I’m just over here dreaming about MLB making draft picks tradable, and then freaking out on draft night when the Cubs trade up from pick 20 to pick 14, and being like, OMG WHO DID THEY GET THIS IS CRAZY I LOVE IT!!! I just want to enjoy it, even if it’d be really weird in the MLB context.
Meanwhile, some Cubs prospect bits for your system-wide off-day …
⇒ When the opening minor league rosters were announced, a whole lot of top Cubs prospects were not included. Some had injuries we knew about, some were on the very young side and were always expected to remain at minor league extended spring training. But some others were simply absent for generically-described “behind schedule”-type reasons. Not an injury. Just behind. I cannot say to which players what follows applies, at least beyond top pitching prospect Brailyn Marquez. He was behind, specifically, because of COVID:
Cubs young LHP starter Brailyn Marquez is slowly getting back into shape after having dealt with COVID before camp. @jimcallisMLB first reported he will go to Double A Tennessee when ready to compete.

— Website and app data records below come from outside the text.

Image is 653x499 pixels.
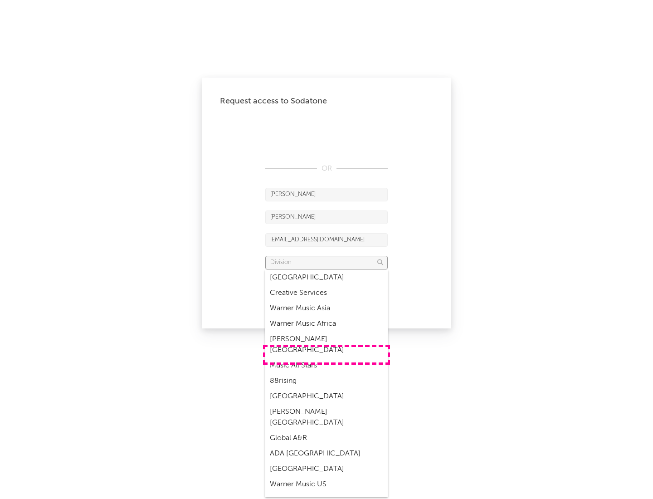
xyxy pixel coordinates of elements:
div: Global A&R [265,430,388,446]
input: Email [265,233,388,247]
div: 88rising [265,373,388,389]
div: [PERSON_NAME] [GEOGRAPHIC_DATA] [265,404,388,430]
div: Creative Services [265,285,388,301]
div: Warner Music Asia [265,301,388,316]
div: [GEOGRAPHIC_DATA] [265,461,388,477]
div: Request access to Sodatone [220,96,433,107]
div: Music All Stars [265,358,388,373]
div: Warner Music Africa [265,316,388,332]
input: Last Name [265,210,388,224]
input: Division [265,256,388,269]
div: [PERSON_NAME] [GEOGRAPHIC_DATA] [265,332,388,358]
div: OR [265,163,388,174]
div: [GEOGRAPHIC_DATA] [265,270,388,285]
div: ADA [GEOGRAPHIC_DATA] [265,446,388,461]
input: First Name [265,188,388,201]
div: [GEOGRAPHIC_DATA] [265,389,388,404]
div: Warner Music US [265,477,388,492]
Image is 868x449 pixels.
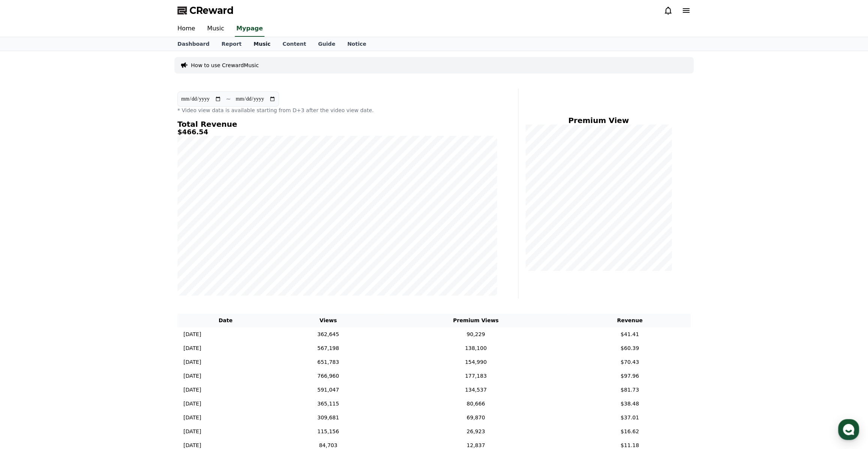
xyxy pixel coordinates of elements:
[382,314,569,328] th: Premium Views
[184,358,201,366] p: [DATE]
[274,369,383,383] td: 766,960
[184,372,201,380] p: [DATE]
[312,37,341,51] a: Guide
[172,37,215,51] a: Dashboard
[184,414,201,422] p: [DATE]
[235,21,265,37] a: Mypage
[382,341,569,355] td: 138,100
[382,425,569,439] td: 26,923
[274,341,383,355] td: 567,198
[178,106,497,114] p: * Video view data is available starting from D+3 after the video view date.
[201,21,230,37] a: Music
[341,37,373,51] a: Notice
[184,428,201,436] p: [DATE]
[274,411,383,425] td: 309,681
[190,4,234,16] span: CReward
[184,331,201,338] p: [DATE]
[2,238,50,257] a: Home
[184,344,201,352] p: [DATE]
[569,314,690,328] th: Revenue
[178,120,497,128] h4: Total Revenue
[274,355,383,369] td: 651,783
[382,369,569,383] td: 177,183
[178,4,234,16] a: CReward
[274,383,383,397] td: 591,047
[191,62,259,69] a: How to use CrewardMusic
[569,425,690,439] td: $16.62
[569,383,690,397] td: $81.73
[274,425,383,439] td: 115,156
[382,355,569,369] td: 154,990
[50,238,97,257] a: Messages
[19,249,32,255] span: Home
[178,314,274,328] th: Date
[569,369,690,383] td: $97.96
[382,328,569,341] td: 90,229
[62,250,85,256] span: Messages
[382,383,569,397] td: 134,537
[569,397,690,411] td: $38.48
[382,411,569,425] td: 69,870
[274,314,383,328] th: Views
[569,411,690,425] td: $37.01
[524,116,672,124] h4: Premium View
[172,21,201,37] a: Home
[274,397,383,411] td: 365,115
[111,249,129,255] span: Settings
[248,37,277,51] a: Music
[569,328,690,341] td: $41.41
[569,355,690,369] td: $70.43
[178,128,497,136] h5: $466.54
[569,341,690,355] td: $60.39
[274,328,383,341] td: 362,645
[382,397,569,411] td: 80,666
[215,37,248,51] a: Report
[226,94,231,103] p: ~
[184,400,201,408] p: [DATE]
[97,238,144,257] a: Settings
[277,37,312,51] a: Content
[184,386,201,394] p: [DATE]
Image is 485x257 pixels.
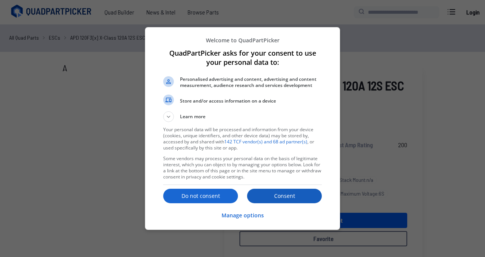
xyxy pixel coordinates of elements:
h1: QuadPartPicker asks for your consent to use your personal data to: [163,48,322,67]
p: Consent [247,192,322,200]
p: Manage options [221,212,264,219]
button: Learn more [163,111,322,122]
span: Learn more [180,113,205,122]
span: Store and/or access information on a device [180,98,322,104]
a: 142 TCF vendor(s) and 68 ad partner(s) [224,138,307,145]
p: Welcome to QuadPartPicker [163,37,322,44]
p: Your personal data will be processed and information from your device (cookies, unique identifier... [163,127,322,151]
span: Personalised advertising and content, advertising and content measurement, audience research and ... [180,76,322,88]
button: Consent [247,189,322,203]
div: QuadPartPicker asks for your consent to use your personal data to: [145,27,340,230]
button: Do not consent [163,189,238,203]
p: Some vendors may process your personal data on the basis of legitimate interest, which you can ob... [163,156,322,180]
button: Manage options [221,207,264,224]
p: Do not consent [163,192,238,200]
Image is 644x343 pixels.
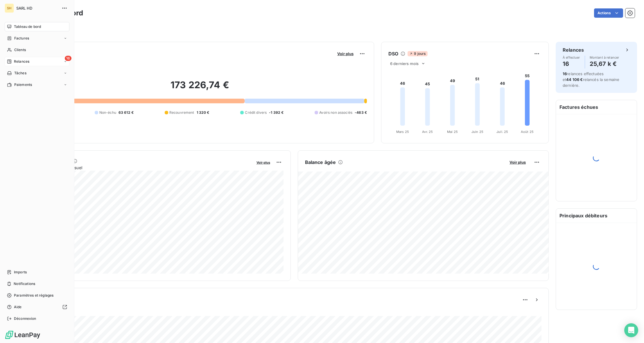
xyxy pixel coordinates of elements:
h6: Balance âgée [305,159,336,166]
tspan: Juin 25 [471,130,483,134]
button: Actions [594,8,623,18]
span: Factures [14,36,29,41]
span: Déconnexion [14,316,36,321]
div: Open Intercom Messenger [624,324,638,337]
img: Logo LeanPay [5,330,41,340]
a: Paramètres et réglages [5,291,69,300]
span: Notifications [14,281,35,286]
span: Aide [14,304,22,310]
span: À effectuer [563,56,580,59]
span: Avoirs non associés [319,110,353,115]
tspan: Avr. 25 [422,130,433,134]
span: Tableau de bord [14,24,41,29]
tspan: Juil. 25 [496,130,508,134]
span: Crédit divers [245,110,267,115]
span: -463 € [355,110,367,115]
tspan: Mai 25 [447,130,458,134]
span: 44 106 € [566,77,583,82]
span: 16 [65,56,72,61]
span: Voir plus [510,160,526,164]
a: Tableau de bord [5,22,69,32]
span: Recouvrement [169,110,194,115]
div: SH [5,3,14,13]
h6: Factures échues [556,100,637,114]
a: Tâches [5,68,69,78]
h4: 25,67 k € [590,59,619,68]
h4: 16 [563,59,580,68]
span: -1 392 € [269,110,283,115]
span: relances effectuées et relancés la semaine dernière. [563,72,619,88]
tspan: Août 25 [521,130,534,134]
tspan: Mars 25 [396,130,409,134]
h2: 173 226,74 € [33,79,367,97]
span: Paramètres et réglages [14,293,53,298]
a: Imports [5,268,69,277]
span: Voir plus [338,51,354,56]
span: Relances [14,59,29,64]
a: Aide [5,302,69,312]
a: Clients [5,45,69,55]
span: Paiements [14,82,32,88]
span: 63 612 € [118,110,133,115]
h6: DSO [388,50,398,57]
span: 16 [563,72,567,76]
span: Tâches [14,71,26,76]
button: Voir plus [336,51,355,57]
button: Voir plus [508,160,528,165]
span: Montant à relancer [590,56,619,59]
span: Imports [14,270,27,275]
a: Factures [5,33,69,43]
span: Chiffre d'affaires mensuel [33,164,253,171]
span: Non-échu [99,110,116,115]
button: Voir plus [255,160,272,165]
a: Paiements [5,80,69,90]
h6: Relances [563,47,584,53]
span: 9 jours [408,51,428,57]
span: Voir plus [256,161,270,164]
span: Clients [14,47,26,53]
span: SARL HD [17,6,58,10]
h6: Principaux débiteurs [556,209,637,223]
a: 16Relances [5,57,69,66]
span: 6 derniers mois [390,61,419,66]
span: 1 320 € [197,110,209,115]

— Bruce Levine (@MLBBruceLevine) May 7, 2021
⇒ Ah, so that explains why Marquez isn’t out of extended spring training yet. When he does arrive, it’ll be at Double-A Tennessee as a starter, and I think the Cubs will continue to take it very slow and steady with him to try to give him a chance to stick in the rotation. He’ll need to continue to improve his secondaries, as well as his conditioning to be able to maintain that delivery through 5+ innings. Don’t take his brief call-up last year as any kind of signal that he’ll arrive this season in the big leagues – that was a total time-and-place situation where the Cubs simply wanted to give him that opportunity in a year without real game action. Yes, him being on the 40-man and the possibility that he is so hot by July that the Cubs want to use his bullets in short relief? Those are things. But if you want my bet, it’s that the Cubs just try to get him 80 to 100 healthy starter innings at Tennessee this year. Hopefully he arrives soon.

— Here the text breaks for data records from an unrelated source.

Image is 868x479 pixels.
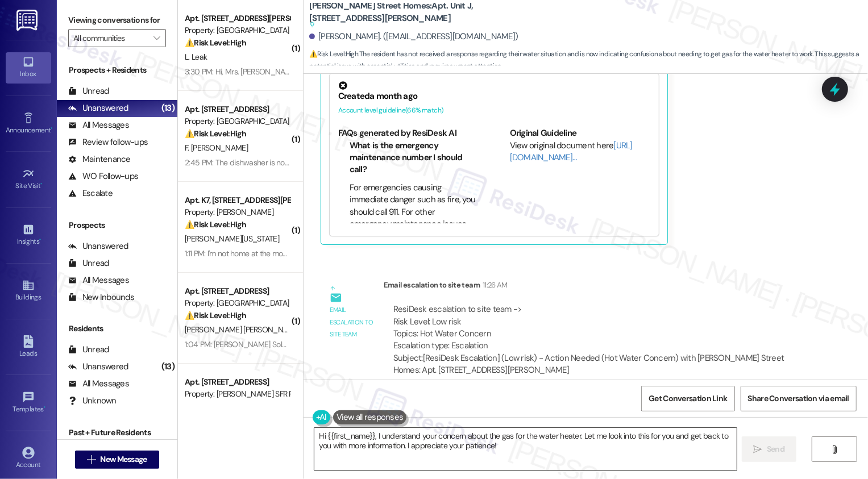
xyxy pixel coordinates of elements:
[350,140,479,176] li: What is the emergency maintenance number I should call?
[309,48,868,73] span: : The resident has not received a response regarding their water situation and is now indicating ...
[309,49,358,58] strong: ⚠️ Risk Level: High
[69,188,113,200] div: Escalate
[338,104,650,117] div: Account level guideline ( 66 % match)
[184,129,246,139] strong: ⚠️ Risk Level: High
[184,143,248,153] span: F. [PERSON_NAME]
[41,180,43,188] span: •
[338,127,457,139] b: FAQs generated by ResiDesk AI
[100,453,147,466] span: New Message
[57,64,177,76] div: Prospects + Residents
[315,428,737,471] textarea: Hi {{first_name}}, I understand your concern about the gas for the water heater. Let me look into...
[184,220,246,230] strong: ⚠️ Risk Level: High
[69,378,129,390] div: All Messages
[184,388,290,400] div: Property: [PERSON_NAME] SFR Portfolio
[6,332,51,362] a: Leads
[649,393,727,405] span: Get Conversation Link
[184,234,279,244] span: [PERSON_NAME][US_STATE]
[510,140,633,163] a: [URL][DOMAIN_NAME]…
[742,437,797,462] button: Send
[393,352,802,377] div: Subject: [ResiDesk Escalation] (Low risk) - Action Needed (Hot Water Concern) with [PERSON_NAME] ...
[767,443,785,455] span: Send
[159,99,177,117] div: (13)
[393,304,802,352] div: ResiDesk escalation to site team -> Risk Level: Low risk Topics: Hot Water Concern Escalation typ...
[69,119,129,131] div: All Messages
[6,53,51,83] a: Inbox
[184,38,246,48] strong: ⚠️ Risk Level: High
[6,220,51,250] a: Insights •
[510,140,650,165] div: View original document here
[69,12,166,29] label: Viewing conversations for
[831,445,839,454] i: 
[17,10,40,31] img: ResiDesk Logo
[69,85,109,97] div: Unread
[51,124,53,133] span: •
[184,339,727,350] div: 1:04 PM: [PERSON_NAME] Solo se ha completado 2 de los 3 problemas que se solicita, el sink contin...
[69,170,138,183] div: WO Follow-ups
[6,387,51,418] a: Templates •
[69,102,129,114] div: Unanswered
[6,165,51,195] a: Site Visit •
[184,286,290,297] div: Apt. [STREET_ADDRESS]
[184,104,290,115] div: Apt. [STREET_ADDRESS]
[6,275,51,306] a: Buildings
[159,358,177,376] div: (13)
[748,393,849,405] span: Share Conversation via email
[641,386,735,412] button: Get Conversation Link
[73,29,148,47] input: All communities
[39,236,41,244] span: •
[754,445,762,454] i: 
[184,325,300,335] span: [PERSON_NAME] [PERSON_NAME]
[184,297,290,309] div: Property: [GEOGRAPHIC_DATA]
[44,403,45,412] span: •
[330,304,374,341] div: Email escalation to site team
[87,455,95,464] i: 
[350,182,479,267] li: For emergencies causing immediate danger such as fire, you should call 911. For other emergency m...
[75,451,160,469] button: New Message
[69,240,129,252] div: Unanswered
[480,279,508,291] div: 11:26 AM
[69,154,131,165] div: Maintenance
[69,291,134,304] div: New Inbounds
[69,257,109,270] div: Unread
[6,443,51,474] a: Account
[184,13,290,24] div: Apt. [STREET_ADDRESS][PERSON_NAME]
[184,248,865,259] div: 1:11 PM: I'm not home at the moment but I will wen I get off its coming up at the ends and the wa...
[184,311,246,321] strong: ⚠️ Risk Level: High
[69,136,148,149] div: Review follow-ups
[69,361,129,373] div: Unanswered
[69,395,117,407] div: Unknown
[741,386,857,412] button: Share Conversation via email
[510,127,577,139] b: Original Guideline
[309,31,518,43] div: [PERSON_NAME]. ([EMAIL_ADDRESS][DOMAIN_NAME])
[57,427,177,439] div: Past + Future Residents
[69,344,109,356] div: Unread
[338,90,650,102] div: Created a month ago
[154,33,160,43] i: 
[57,323,177,335] div: Residents
[184,206,290,218] div: Property: [PERSON_NAME]
[184,24,290,37] div: Property: [GEOGRAPHIC_DATA]
[184,52,207,62] span: L. Leak
[184,115,290,127] div: Property: [GEOGRAPHIC_DATA]
[69,275,129,286] div: All Messages
[57,220,177,231] div: Prospects
[184,377,290,388] div: Apt. [STREET_ADDRESS]
[184,195,290,206] div: Apt. K7, [STREET_ADDRESS][PERSON_NAME]
[384,279,812,295] div: Email escalation to site team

⇒ When NBC wrote up the reveal on Marquez’s delay, they included this section that might explain other delays, too: “The Cubs did closely monitor any minor league players with COVID-19 antibodies, putting in place a specific ramp-up process. Medical experts are still working to fully understand the long-term effects of COVID-19, hence the added caution. There have been cases of serious conditions such as post-COVID-19 myocarditis, inflammation of the heart muscle.” In other words, anyone who came to camp having previously had COVID at any point got a very slow and deliberate ramp-up process just in case. For so many reasons, that is the smart, caring, and long-term-thinking approach. To be honest, I’m embarrassed I never thought about the connection between past COVID and caution in the start-of-season ramp-up process (I’m not sure that other orgs are doing it quite the same way). I don’t want to name any names, but I’m think of other players – including big league Cubs players – who were termed slowed by the protocols, and I’m now immediately wondering whether a past case of COVID, and the Cubs’ caution, was the explanation.

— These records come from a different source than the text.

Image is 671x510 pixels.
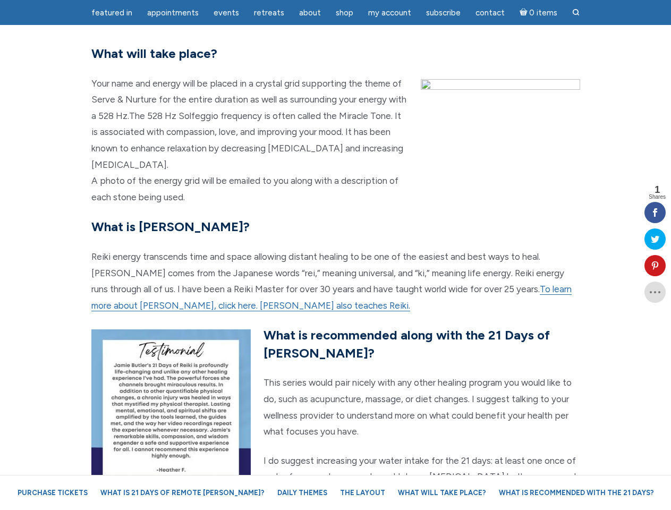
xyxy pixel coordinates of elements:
[513,2,564,23] a: Cart0 items
[362,3,418,23] a: My Account
[91,249,580,314] p: Reiki energy transcends time and space allowing distant healing to be one of the easiest and best...
[420,3,467,23] a: Subscribe
[329,3,360,23] a: Shop
[85,3,139,23] a: featured in
[368,8,411,18] span: My Account
[649,194,666,200] span: Shares
[141,3,205,23] a: Appointments
[91,284,572,311] a: To learn more about [PERSON_NAME], click here. [PERSON_NAME] also teaches Reiki.
[248,3,291,23] a: Retreats
[336,8,353,18] span: Shop
[264,327,550,361] strong: What is recommended along with the 21 Days of [PERSON_NAME]?
[520,8,530,18] i: Cart
[91,75,580,206] p: Your name and energy will be placed in a crystal grid supporting the theme of Serve & Nurture for...
[147,8,199,18] span: Appointments
[299,8,321,18] span: About
[91,219,250,234] strong: What is [PERSON_NAME]?
[91,375,580,439] p: This series would pair nicely with any other healing program you would like to do, such as acupun...
[469,3,511,23] a: Contact
[91,111,403,170] span: The 528 Hz Solfeggio frequency is often called the Miracle Tone. It is associated with compassion...
[494,484,659,502] a: What is recommended with the 21 Days?
[254,8,284,18] span: Retreats
[649,185,666,194] span: 1
[214,8,239,18] span: Events
[207,3,245,23] a: Events
[91,46,217,61] strong: What will take place?
[91,8,132,18] span: featured in
[12,484,93,502] a: Purchase Tickets
[426,8,461,18] span: Subscribe
[272,484,333,502] a: Daily Themes
[476,8,505,18] span: Contact
[293,3,327,23] a: About
[95,484,270,502] a: What is 21 Days of Remote [PERSON_NAME]?
[393,484,492,502] a: What will take place?
[529,9,557,17] span: 0 items
[335,484,391,502] a: The Layout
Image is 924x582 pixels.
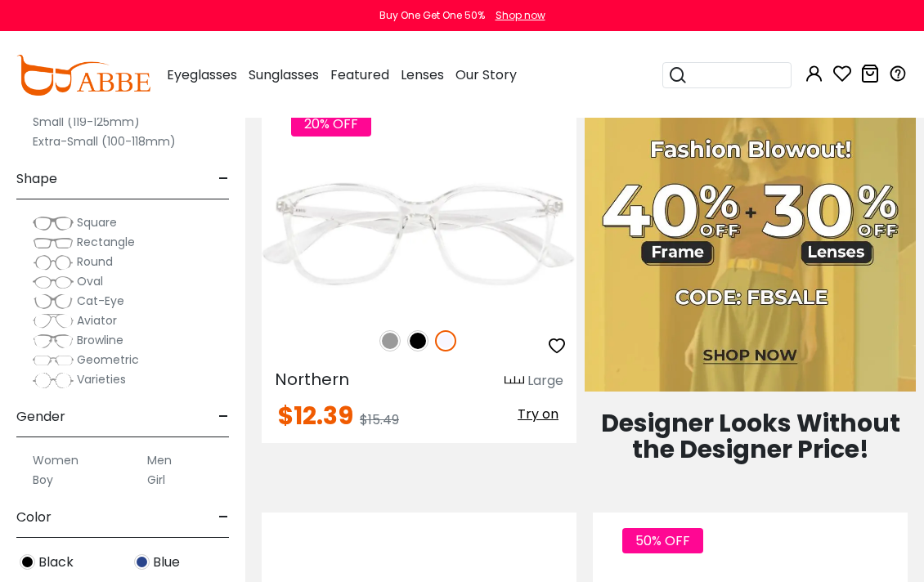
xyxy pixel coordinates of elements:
[585,96,916,392] img: Fashion Blowout Sale
[33,254,73,271] img: Round.png
[77,313,117,329] span: Aviator
[379,330,400,352] img: Gray
[33,294,73,310] img: Cat-Eye.png
[77,371,126,388] span: Varieties
[77,352,139,368] span: Geometric
[20,554,35,569] img: Black
[167,65,237,84] span: Eyeglasses
[513,404,564,425] button: Try on
[33,372,73,389] img: Varieties.png
[17,398,65,437] span: Gender
[33,132,176,151] label: Extra-Small (100-118mm)
[33,112,140,132] label: Small (119-125mm)
[379,8,485,23] div: Buy One Get One 50%
[330,65,389,84] span: Featured
[77,273,103,289] span: Oval
[218,398,229,437] span: -
[33,333,73,349] img: Browline.png
[622,528,703,554] span: 50% OFF
[274,368,349,391] span: Northern
[147,450,172,470] label: Men
[17,55,150,96] img: abbeglasses.com
[359,410,399,429] span: $15.49
[262,154,576,313] img: Translucent Northern - TR ,Universal Bridge Fit
[33,470,53,489] label: Boy
[291,111,371,137] span: 20% OFF
[33,273,73,290] img: Oval.png
[134,554,149,569] img: Blue
[33,314,73,329] img: Aviator.png
[17,159,58,198] span: Shape
[77,332,123,349] span: Browline
[77,253,113,270] span: Round
[33,450,78,470] label: Women
[38,553,73,572] span: Black
[455,65,517,84] span: Our Story
[527,371,564,391] div: Large
[33,353,73,369] img: Geometric.png
[278,399,354,434] span: $12.39
[495,8,545,23] div: Shop now
[218,159,229,198] span: -
[17,498,52,537] span: Color
[505,375,524,388] img: size ruler
[147,470,165,489] label: Girl
[77,293,124,309] span: Cat-Eye
[33,234,73,251] img: Rectangle.png
[435,330,456,352] img: Translucent
[153,553,180,572] span: Blue
[77,233,135,250] span: Rectangle
[407,330,429,352] img: Black
[518,404,559,424] span: Try on
[601,405,901,467] span: Designer Looks Without the Designer Price!
[249,65,319,84] span: Sunglasses
[400,65,444,84] span: Lenses
[77,214,117,231] span: Square
[218,498,229,537] span: -
[487,8,545,22] a: Shop now
[33,215,73,231] img: Square.png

⇒ This is a guy who put up some really competitive starts at 19-20 in the Mexican League this offseason, so I have been very eager to see how he looks:
https://twitter.com/cubscentral08/status/1391512567156199425?s=21
⇒ I watched a little of D.J. Herz’s outing because he was a guy who reportedly popped during the shutdown, and it did look really impressive:
DJ Herz. Loose, plus athlete. Cross-fire delivery with plus extension. Mechanical inconsistency causing FB control inconsistency. 91-95 with good ride. 1-to-7 CV plays now as plus to LHH, avg to RHH. Showing some plus changeups already. Exciting prospect with high ceiling.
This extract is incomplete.